The Strangers in the House by Georges Simenon

 



First published in 1940, a Georges Simenon non-Maigret roman durs or “hard novel,” a penetrating psychological study of Hector Loursat, a man who was a brilliant attorney in his younger days, awakened from his eighteen-year hermit-like existence by a murder committed in his own house. And why had Hector Loursat been living like a hermit all those years? For one very simple reason: without any explanation, Hector’s wife suddenly vanished, leaving him for another man, abandoned him and their two-year old daughter Nicole, left them both and the city of Moulins for good.

Moulins. Located on the banks of the Allier River in central France, the atmosphere of this rainy French city with its cold air and wet streets, drab storefronts and even drabber courthouse, makes its presence felt on every page. "That evening Loursat stoked up his stove with special care, as the cold and the wet outside made the misty atmosphere indoors all the more luxurious. He could hear the patter of the rain and now and again the creaking hinge of a shutter that hadn't been properly closed and was caught by one of the sudden gusts of wind that swept along the street."

And its on this cold, rainy autumn evening the story's drama begins: like a crack of a whip but with more weight, more percussion, a sound not from outside but definitely inside, a sound prompts Hector Loursat, after draining yet another glass of Burgundy and putting his cigarette back in his mouth, to rouse himself from his comfortable den chair and venture through hallways, stairways and rooms he hadn't set eyes on in years.

Convinced the sound he heard was, in fact, the shot of a gun, Loursat makes his way to the other end of the house and knocks on Nicole’s bedroom door. Just then he catches the briefest glimpse of a disappearing figure, probably a man, stepping briskly down a set of stairs. Nicole, who is now a twenty-year old young lady, opens the door and asks her father what he wants. Without question, one of the most appealing and tender parts of the novel’s unfolding drama is how father and daughter come together to form a legal team in their efforts to solve the murder mystery.

Detecting the scent of gunpowder, Loursat climbs stairs, Nicole trailing behind, and searches the third floor until he switches a light on in one of the rooms and discovers two eyes staring at him. A man, a large man, in bed, half covered in bedclothes gurgles, no wails, and then slumps over dead. Nicole gazes at her father, as if the most shocking thing in the room isn’t the dead man but her father standing before her, calm and weighty.

A stranger in the house, shot dead, the event that shakes Loursat out of his routine of walling himself in his den day and night, drinking, smoking, reading poetry and philosophy, a routine only punctuated by meals with Nicole (eating only; in all those years he never really exchanged words with his daughter) and a daily walk, “the sort of walk you take to exercise a small dog, in fact he almost gave the impression of holding himself on a leash. The walk consisted of going around four blocks of houses, never more, never less.”

For me, in addition to all the vintage Simenon laser-sharp character studies, a fascinating read on two counts: First, the novel’s structure – Part One, Hunting down the clues and reconstructing the facts in the aftermath of the murder; Part Two, the court case itself. In the hands of Georges Simenon, this tried and true lawyer fiction formula packs a punch. Second, how his eighteen years as a recluse puts Hector Loursant in touch with his own teenage years, a loner studying poetry and philosophy, thus giving him great insight and feeling for the emotions of the young adults that formed the city’s gang associated with Big Louie, the murder victim. Turns out, Loursant's insights and feelings serve him well in his reentry into the world of action and his role as lawyer. A probing existential novel that will keep you turning the pages.


P. D. James in her Introduction to this New York Review Books (NYRB) edition of The Strangers in the House: "Simenon is brilliant at selecting the salient facts which bring alive a character or a place, inducing the reader to contribute his own imagination to that of the writer so that more is conveyed than is written."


__WORK INSTRUCTIONS__: Look through the entries for the string "background", and copy each line that holds it.

(Dataset rows about figures)
•••

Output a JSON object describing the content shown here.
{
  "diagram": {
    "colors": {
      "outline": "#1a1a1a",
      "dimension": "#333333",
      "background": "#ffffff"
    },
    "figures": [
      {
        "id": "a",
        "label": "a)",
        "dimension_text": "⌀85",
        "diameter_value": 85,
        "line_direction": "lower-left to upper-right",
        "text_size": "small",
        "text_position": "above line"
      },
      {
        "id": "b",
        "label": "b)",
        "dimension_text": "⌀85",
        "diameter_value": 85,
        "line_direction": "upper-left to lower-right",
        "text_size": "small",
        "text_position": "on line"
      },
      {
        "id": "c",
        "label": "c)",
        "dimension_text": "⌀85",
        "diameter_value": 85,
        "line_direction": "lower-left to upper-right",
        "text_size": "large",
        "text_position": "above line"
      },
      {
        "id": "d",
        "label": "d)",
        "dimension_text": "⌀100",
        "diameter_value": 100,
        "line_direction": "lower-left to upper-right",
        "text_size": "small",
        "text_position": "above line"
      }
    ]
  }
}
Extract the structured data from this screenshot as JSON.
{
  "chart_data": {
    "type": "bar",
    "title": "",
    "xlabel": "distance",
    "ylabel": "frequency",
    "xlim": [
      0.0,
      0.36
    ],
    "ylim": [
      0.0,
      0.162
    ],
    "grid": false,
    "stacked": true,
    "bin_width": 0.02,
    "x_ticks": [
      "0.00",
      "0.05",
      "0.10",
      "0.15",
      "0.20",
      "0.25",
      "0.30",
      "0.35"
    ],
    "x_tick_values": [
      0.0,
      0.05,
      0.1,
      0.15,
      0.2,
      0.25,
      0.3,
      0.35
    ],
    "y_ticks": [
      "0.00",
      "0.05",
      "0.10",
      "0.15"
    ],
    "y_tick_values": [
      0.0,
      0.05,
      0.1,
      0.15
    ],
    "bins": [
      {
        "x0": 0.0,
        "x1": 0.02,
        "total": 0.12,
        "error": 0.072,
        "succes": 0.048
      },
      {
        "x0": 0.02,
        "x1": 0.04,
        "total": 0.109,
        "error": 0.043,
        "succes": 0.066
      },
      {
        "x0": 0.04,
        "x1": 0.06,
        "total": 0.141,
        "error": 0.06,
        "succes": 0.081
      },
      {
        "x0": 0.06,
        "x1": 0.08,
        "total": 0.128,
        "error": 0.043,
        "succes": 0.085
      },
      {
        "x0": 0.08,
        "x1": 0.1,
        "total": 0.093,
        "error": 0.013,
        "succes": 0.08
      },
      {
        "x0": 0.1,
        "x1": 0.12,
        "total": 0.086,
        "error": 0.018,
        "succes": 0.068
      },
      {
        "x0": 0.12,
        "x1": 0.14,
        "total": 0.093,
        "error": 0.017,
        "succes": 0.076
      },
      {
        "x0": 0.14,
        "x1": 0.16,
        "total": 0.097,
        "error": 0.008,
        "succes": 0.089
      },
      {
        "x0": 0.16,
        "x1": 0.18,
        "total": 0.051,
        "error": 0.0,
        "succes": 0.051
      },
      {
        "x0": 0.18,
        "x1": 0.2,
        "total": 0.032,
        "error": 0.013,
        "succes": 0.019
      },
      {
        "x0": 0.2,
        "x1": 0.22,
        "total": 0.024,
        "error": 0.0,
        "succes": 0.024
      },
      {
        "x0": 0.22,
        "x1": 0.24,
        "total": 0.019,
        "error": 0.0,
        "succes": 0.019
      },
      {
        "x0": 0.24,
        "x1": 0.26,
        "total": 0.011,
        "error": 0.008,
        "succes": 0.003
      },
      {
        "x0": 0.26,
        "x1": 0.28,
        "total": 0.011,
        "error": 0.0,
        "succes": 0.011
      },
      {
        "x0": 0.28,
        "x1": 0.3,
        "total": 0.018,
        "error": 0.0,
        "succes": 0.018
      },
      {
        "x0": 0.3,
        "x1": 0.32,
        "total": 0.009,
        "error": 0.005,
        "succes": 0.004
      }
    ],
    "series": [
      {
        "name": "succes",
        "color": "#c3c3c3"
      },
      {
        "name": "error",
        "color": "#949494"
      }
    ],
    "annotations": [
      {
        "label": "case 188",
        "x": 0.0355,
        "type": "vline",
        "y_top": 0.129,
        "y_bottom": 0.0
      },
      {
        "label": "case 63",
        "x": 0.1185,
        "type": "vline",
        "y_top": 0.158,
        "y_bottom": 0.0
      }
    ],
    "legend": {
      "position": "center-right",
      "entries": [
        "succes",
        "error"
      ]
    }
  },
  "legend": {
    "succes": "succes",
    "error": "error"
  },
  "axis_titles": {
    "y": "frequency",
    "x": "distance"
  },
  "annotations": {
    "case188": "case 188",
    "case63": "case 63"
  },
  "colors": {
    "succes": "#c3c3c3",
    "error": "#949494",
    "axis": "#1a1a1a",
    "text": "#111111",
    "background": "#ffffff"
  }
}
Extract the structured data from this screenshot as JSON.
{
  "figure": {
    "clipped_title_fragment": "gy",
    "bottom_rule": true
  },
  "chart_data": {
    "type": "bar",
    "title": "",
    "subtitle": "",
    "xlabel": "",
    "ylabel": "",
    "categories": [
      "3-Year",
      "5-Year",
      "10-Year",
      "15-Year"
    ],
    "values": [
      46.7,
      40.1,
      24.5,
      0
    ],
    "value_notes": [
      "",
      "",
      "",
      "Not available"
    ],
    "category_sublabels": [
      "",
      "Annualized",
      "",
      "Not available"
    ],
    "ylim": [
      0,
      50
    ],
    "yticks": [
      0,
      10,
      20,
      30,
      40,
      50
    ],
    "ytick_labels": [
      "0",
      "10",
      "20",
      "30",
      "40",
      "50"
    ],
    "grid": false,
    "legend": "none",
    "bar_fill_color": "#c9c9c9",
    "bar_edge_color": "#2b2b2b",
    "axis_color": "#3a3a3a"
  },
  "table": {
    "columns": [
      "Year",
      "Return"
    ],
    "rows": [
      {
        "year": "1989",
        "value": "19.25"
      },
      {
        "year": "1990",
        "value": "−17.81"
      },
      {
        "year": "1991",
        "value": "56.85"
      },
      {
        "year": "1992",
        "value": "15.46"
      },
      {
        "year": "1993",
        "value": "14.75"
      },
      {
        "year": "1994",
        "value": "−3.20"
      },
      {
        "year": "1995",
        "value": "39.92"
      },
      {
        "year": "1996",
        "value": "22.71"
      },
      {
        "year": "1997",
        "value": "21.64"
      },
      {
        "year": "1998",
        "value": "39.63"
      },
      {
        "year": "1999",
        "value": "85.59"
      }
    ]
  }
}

•••

__WRITTEN RESPONSE__:
      "background": "#ffffff"
    "background": "#ffffff"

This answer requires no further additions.